Mat Ishbia/SFS Hold 1.37B UWMC Shares; 10b5-1 Sales Disclosed
Rhea-AI Filing Summary
Mat Ishbia and SFS Holding Corp. filed Amendment No. 9 to their Schedule 13D regarding UWM Holdings Corporation Class A common stock. The amendment reports that SFS Holding Corp. directly holds 1,365,482,620 shares of Class D stock convertible into Class A shares, representing 85.4% of Class A on an as-converted basis and contributing to an aggregate beneficial ownership of 1,370,588,990 shares (about 85.7% of Class A). The issuer’s charter imposes a Voting Limitation that caps any holder at 79% of total voting power; accordingly the Reporting Persons hold 79% of voting power through Class D ownership (10 votes per share). The filing also notes sales made under a previously disclosed 10b5-1 trading plan. The statement confirms Mat Ishbia’s role as trust advisor and that he and SFS Corp. share voting and dispositive power over the reported shares.
Positive
- Clear disclosure of ownership: Reports 1,365,482,620 Class D shares and aggregate 1,370,588,990 beneficial shares with numeric precision
- Voting cap in place: The issuer’s certificate limits any holder to 79% voting power, providing a formal constraint on control
- Use of a 10b5-1 plan: Indicates preplanned, rule-compliant sales rather than opportunistic trading
Negative
- Extremely concentrated economic ownership: Reporting Persons represent 85.4% of Class A on an as-converted basis, limiting public float and market liquidity
- High governance centralization: Majority control may reduce influence of other shareholders and raise governance scrutiny
- Potential share sales: Sales under the 10b5-1 plan can increase supply and pressure trading dynamics if large volumes are executed
Insights
Concentrated control persists but is legally capped at
The Reporting Persons beneficially own a dominant economic position—85.4% of Class A on an as-converted basis—while the issuer’s charter enforces a Voting Limitation that limits their voting influence to
This arrangement reduces shareholder governance variability short-term but increases scrutiny risk for minority holders; watch for any charter or governance proposals that reference voting caps in the next 12 months.
Large ownership plus a 10b5-1 plan implies controlled liquidity and scheduled sales.
SFS Corp. holds 1,365,482,620 Class D shares convertible to Class A, and the filing confirms that sales have occurred under a previously disclosed 10b5-1 trading arrangement. The conversion ratio (Class D = 10 votes) creates a gap between economic ownership and capped voting power.
Monitor reported Form 4s and future Schedule 13D amendments for the volume and timing of 10b5-1 sales and any dilution or conversion events over the coming quarters; these will directly affect public float and trading liquidity.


--- AIM OF THE TASK ---
The answer must be every line below that holds the word "name".

===

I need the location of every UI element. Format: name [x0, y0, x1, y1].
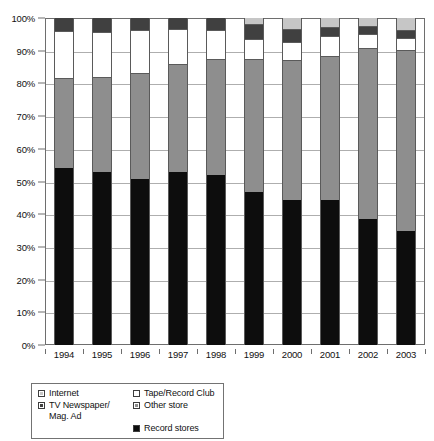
bar-segment[interactable]	[207, 175, 225, 345]
stacked-bar[interactable]	[320, 18, 340, 345]
bar-segment[interactable]	[321, 36, 339, 57]
y-axis-tick-label: 80%	[17, 78, 35, 89]
stacked-bar[interactable]	[396, 18, 416, 345]
y-axis-tick-label: 60%	[17, 143, 35, 154]
bar-slot	[235, 18, 273, 345]
y-axis-tick-label: 70%	[17, 111, 35, 122]
bar-segment[interactable]	[207, 18, 225, 30]
stacked-bar[interactable]	[358, 18, 378, 345]
bar-segment[interactable]	[283, 18, 301, 30]
bar-segment[interactable]	[283, 42, 301, 61]
bar-segment[interactable]	[169, 29, 187, 65]
bar-segment[interactable]	[397, 231, 415, 345]
bar-segment[interactable]	[397, 38, 415, 51]
bar-segment[interactable]	[321, 200, 339, 345]
y-axis-tick-mark	[38, 148, 45, 149]
x-axis-tick-label: 1998	[197, 349, 235, 360]
stacked-bar[interactable]	[244, 18, 264, 345]
legend-item-internet[interactable]: Internet	[38, 388, 133, 399]
bar-segment[interactable]	[359, 219, 377, 345]
x-axis-tick-mark	[349, 349, 350, 354]
y-axis-tick-mark	[38, 312, 45, 313]
bar-segment[interactable]	[55, 168, 73, 345]
bar-segment[interactable]	[397, 51, 415, 231]
bar-segment[interactable]	[245, 192, 263, 345]
stacked-bar[interactable]	[282, 18, 302, 345]
x-axis-tick-mark	[235, 349, 236, 354]
bar-segment[interactable]	[131, 74, 149, 179]
bar-segment[interactable]	[321, 18, 339, 28]
stacked-bar[interactable]	[206, 18, 226, 345]
y-axis-tick-label: 0%	[22, 340, 35, 351]
bar-segment[interactable]	[93, 32, 111, 78]
bar-slot	[159, 18, 197, 345]
bar-segment[interactable]	[359, 18, 377, 27]
bar-segment[interactable]	[131, 30, 149, 74]
bar-segment[interactable]	[93, 78, 111, 172]
y-axis-tick-label: 100%	[12, 13, 36, 24]
x-axis-tick-mark	[159, 349, 160, 354]
y-axis-tick-mark	[38, 246, 45, 247]
x-axis-tick-label: 2002	[349, 349, 387, 360]
bar-segment[interactable]	[245, 18, 263, 25]
bar-segment[interactable]	[245, 60, 263, 191]
bar-segment[interactable]	[245, 25, 263, 39]
bar-segment[interactable]	[131, 18, 149, 30]
legend-label-other: Other store	[144, 400, 188, 411]
bar-segment[interactable]	[359, 27, 377, 34]
stacked-bar[interactable]	[92, 18, 112, 345]
legend-item-record[interactable]: Record stores	[133, 423, 218, 434]
x-axis-tick-mark	[387, 349, 388, 354]
bar-segment[interactable]	[55, 79, 73, 168]
bar-slot	[197, 18, 235, 345]
bar-segment[interactable]	[283, 200, 301, 345]
bar-segment[interactable]	[55, 31, 73, 79]
bar-segment[interactable]	[93, 18, 111, 32]
bar-segment[interactable]	[169, 172, 187, 345]
y-axis-tick-label: 10%	[17, 307, 35, 318]
x-axis-tick-label: 2001	[311, 349, 349, 360]
legend-item-tape[interactable]: Tape/Record Club	[133, 388, 218, 399]
bar-segment[interactable]	[359, 34, 377, 49]
x-axis-tick-label: 2003	[387, 349, 425, 360]
legend-item-other[interactable]: Other store	[133, 400, 218, 422]
bar-segment[interactable]	[169, 65, 187, 172]
bar-segment[interactable]	[207, 60, 225, 175]
x-axis-tick-mark	[45, 349, 46, 354]
bar-segment[interactable]	[321, 28, 339, 36]
x-axis-tick-label: 1996	[121, 349, 159, 360]
bar-slot	[121, 18, 159, 345]
bar-slot	[311, 18, 349, 345]
legend-grid: InternetTape/Record ClubTV Newspaper/ Ma…	[38, 388, 218, 434]
bar-segment[interactable]	[131, 179, 149, 345]
bar-segment[interactable]	[245, 39, 263, 60]
legend-spacer	[38, 423, 133, 434]
stacked-bar[interactable]	[130, 18, 150, 345]
bar-segment[interactable]	[359, 49, 377, 219]
legend-swatch-other	[133, 402, 140, 409]
bar-slot	[83, 18, 121, 345]
legend-item-tv[interactable]: TV Newspaper/ Mag. Ad	[38, 400, 133, 422]
stacked-bar[interactable]	[168, 18, 188, 345]
x-axis-tick-mark	[273, 349, 274, 354]
legend-label-internet: Internet	[49, 388, 79, 399]
bar-segment[interactable]	[283, 61, 301, 200]
y-axis-tick-label: 90%	[17, 45, 35, 56]
y-axis-tick-mark	[38, 214, 45, 215]
bar-segment[interactable]	[93, 172, 111, 345]
bar-segment[interactable]	[397, 18, 415, 31]
x-axis-tick-mark	[83, 349, 84, 354]
bar-segment[interactable]	[321, 57, 339, 201]
bar-segment[interactable]	[55, 18, 73, 31]
stacked-bar-chart: 100%90%80%70%60%50%40%30%20%10%0% 199419…	[0, 0, 434, 441]
bar-segment[interactable]	[169, 18, 187, 29]
stacked-bar[interactable]	[54, 18, 74, 345]
x-axis: 1994199519961997199819992000200120022003	[45, 349, 425, 360]
x-axis-tick-mark	[121, 349, 122, 354]
x-axis-tick-mark	[311, 349, 312, 354]
bar-segment[interactable]	[207, 30, 225, 60]
legend-swatch-record	[133, 425, 140, 432]
legend-label-record: Record stores	[144, 423, 199, 434]
bar-segment[interactable]	[283, 30, 301, 42]
x-axis-tick-label: 2000	[273, 349, 311, 360]
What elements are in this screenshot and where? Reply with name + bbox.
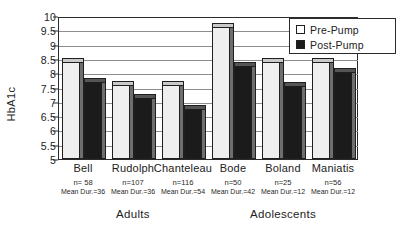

===

--- TASK ANSWER ---
I need the location of every UI element. Format: name [x0, y0, x1, y1].
What elements are in this screenshot and where? Reply with name + bbox.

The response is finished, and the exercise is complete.